Depends on the queens and tyrant in question but generally the tyrant is going to need more then ten at the least.
Pic related vs The tyranids...all of them.
As a reference, that big orange ball is Jupiter, and the black thing it's nearly covering is a singularity. Yes, it carries a black hole around as a source of energy, food, and weaponry. havign been slammed into
As near as we can tell, the tyranids lose, because the thing ATE groups of space-monster swarms (that is, multiple groupings of different space monster swarms, each of which can be numbered in the trillions of individuals, and each individual being the size of a small warship) for lunch.
Remove hideauze
How would tyranids fare against the Star Wars galactic empire?
>Zergling vs Warrior
The Zergling will literally get either torn in half or shot to death. Warriors are more on the level of things like Roaches or Hydralisks. They're more of the middle-synapse creatures, commanding things like Hormagaunts and Termagaunts while receiving orders from higher creatures like Hive Tyrants. It'd probably take a pack of Zerglings to down a lone Warrior, but even more if the Warrior has a posse of Termagaunts or Hormagaunts.
>Zergling vs Hormagaunt
Now this is interesting. This is actually a rather close call, because both are pretty much used for the exact same purpose: drowning the enemy in bodies. I'd have to go with the Zergling just for the fact that there's at least 5 different subspecies that have different abilities and can be made on the fly.

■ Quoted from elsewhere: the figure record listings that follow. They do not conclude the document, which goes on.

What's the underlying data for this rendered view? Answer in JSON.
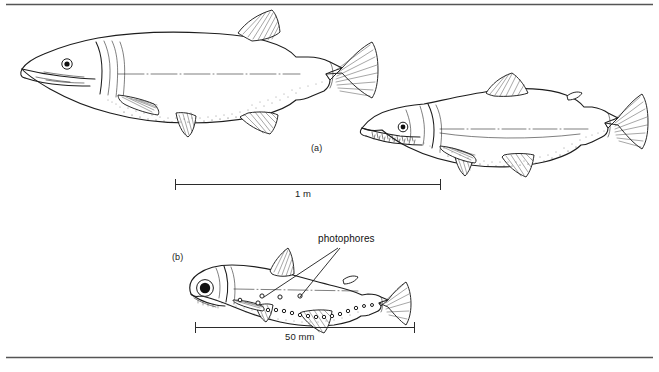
{
  "figure": {
    "background_color": "#ffffff",
    "ink_color": "#1d1d1d",
    "rule_color": "#555555",
    "width": 659,
    "height": 372,
    "top_rule": true,
    "bottom_rule": true
  },
  "panels": [
    {
      "id": "a",
      "label": "(a)",
      "subjects": [
        {
          "name": "pike",
          "description": "elongate predatory fish with duckbill snout and posteriorly placed dorsal fin"
        },
        {
          "name": "salmon",
          "description": "fusiform fish with toothed jaws, adipose fin and forked tail"
        }
      ],
      "scale_bar": {
        "label": "1 m",
        "x_start": 175,
        "x_end": 441,
        "y": 184
      }
    },
    {
      "id": "b",
      "label": "(b)",
      "subjects": [
        {
          "name": "lanternfish",
          "description": "small deep-sea fish with large eye and rows of light organs"
        }
      ],
      "annotations": [
        {
          "name": "photophores",
          "label": "photophores",
          "leader_targets": 2
        }
      ],
      "scale_bar": {
        "label": "50 mm",
        "x_start": 195,
        "x_end": 415,
        "y": 327
      }
    }
  ],
  "labels": {
    "panel_a": "(a)",
    "panel_b": "(b)",
    "scale_a": "1 m",
    "scale_b": "50 mm",
    "photophores": "photophores"
  }
}
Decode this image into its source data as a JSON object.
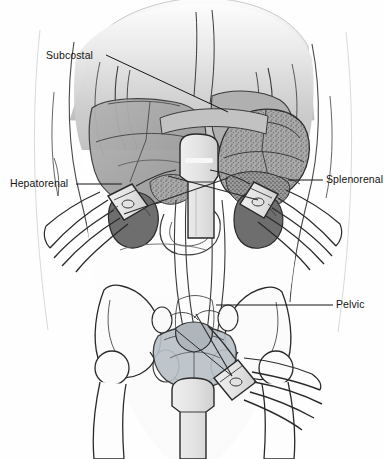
{
  "figure": {
    "background_color": "#fefefe",
    "width": 384,
    "height": 459
  },
  "labels": [
    {
      "id": "subcostal",
      "text": "Subcostal",
      "x": 46,
      "y": 50,
      "anchor": "left"
    },
    {
      "id": "hepatorenal",
      "text": "Hepatorenal",
      "x": 10,
      "y": 178,
      "anchor": "left"
    },
    {
      "id": "splenorenal",
      "text": "Splenorenal",
      "x": 326,
      "y": 174,
      "anchor": "left"
    },
    {
      "id": "pelvic",
      "text": "Pelvic",
      "x": 336,
      "y": 299,
      "anchor": "left"
    }
  ],
  "leader_lines": [
    {
      "id": "subcostal-leader",
      "from": [
        106,
        55
      ],
      "to": [
        228,
        112
      ]
    },
    {
      "id": "hepatorenal-leader",
      "from": [
        76,
        184
      ],
      "to": [
        122,
        184
      ]
    },
    {
      "id": "splenorenal-leader",
      "from": [
        323,
        180
      ],
      "to": [
        288,
        180
      ]
    },
    {
      "id": "pelvic-leader",
      "from": [
        333,
        305
      ],
      "to": [
        216,
        305
      ]
    }
  ],
  "anatomy": [
    {
      "id": "torso",
      "label": "Torso outline"
    },
    {
      "id": "rib-cage",
      "label": "Rib cage margin"
    },
    {
      "id": "liver",
      "label": "Liver"
    },
    {
      "id": "stomach-spleen",
      "label": "Stomach and spleen"
    },
    {
      "id": "left-kidney",
      "label": "Left kidney"
    },
    {
      "id": "right-kidney",
      "label": "Right kidney"
    },
    {
      "id": "pelvic-bone",
      "label": "Pelvic bone"
    },
    {
      "id": "bladder",
      "label": "Urinary bladder"
    },
    {
      "id": "uterus",
      "label": "Uterus"
    },
    {
      "id": "femur-left",
      "label": "Left femur"
    },
    {
      "id": "femur-right",
      "label": "Right femur"
    }
  ],
  "probes": [
    {
      "id": "probe-subcostal",
      "label": "Subcostal transducer"
    },
    {
      "id": "probe-hepatorenal",
      "label": "Hepatorenal transducer with hand"
    },
    {
      "id": "probe-splenorenal",
      "label": "Splenorenal transducer with hand"
    },
    {
      "id": "probe-pelvic",
      "label": "Pelvic transducer with hand"
    }
  ],
  "palette": {
    "ink": "#141414",
    "outline": "#2a2a2a",
    "skin_light": "#f2f2f2",
    "skin_mid": "#c9c9c9",
    "skin_dark": "#a8a8a8",
    "organ_liver": "#9e9e9e",
    "organ_spleen": "#8d8d8d",
    "organ_kidney": "#707070",
    "bladder": "#b6bec4",
    "probe_body": "#e4e4e4",
    "background": "#fefefe"
  }
}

In general one thing I'd like to point out is that the Tyranids seem to have a more of an advantage over other types of swarm-aliens because they seem to have an actually diverse array of ranged weaponry. I mean xenomorphs have only acid spit, which can't really shoot far either. Even the Zerg have to primarily depend on Hydralisks and flying creatures for range attacks. One of the basic Tyranid units, the Termagaunt, already has a gun. Albeit to an armored anything it's not that bad by itself, but the thing is those creatures are fielded in the same way Zerglings are. And the higher you go up in the diversity of Tyranids, the more powerful weapons you have, like ones that fire basically acid grenades, predatory vines, acidic crystals that melt through tank hulls, self-flying spikes, and even smaller Tyranic creatures.
The only time I see the Tyranids really being bested are by things that are found in a bunch of anime things I've never seen that apparently have swarms that take up more mass than can be theoretically contained in the universe and each individual creature can destroy an entire planet by itself, which seems pretty overpowered already.
How would they fare against BETA ? Those critters are pretty broken as well.
porgot fic
Anyone familiar with >pic related?
How would MorningLightMountain fare against, say, a small tyranid hive fleet?
In how large forces do the BETA actually attack in? Because the Tyranids are known to blanket entire valleys and continents in bio-constructs.
As well, I've been trying to look up the size of creatures like Carnifexes and apparently it's 4.5 meters. But when I see actual artwork of them they seem much larger.
Depends greatly on how willing the BETA are to make use of their g-elements instead of shooting that stuff into space. They only tend to make use of it when they are in actual danger of being trumped. We don't know how out there G-elements can really get though.
While biological, BETA behave as machines. They don't eat or breathe and have periodical recharges from Reactors. The BETA has incredible hardyness.They can survive in deep space and walk on the cailings of oceans.
They are highly resistant to poisons and viruses. Humanity's attempts to create biological weapons against the BETA all failed.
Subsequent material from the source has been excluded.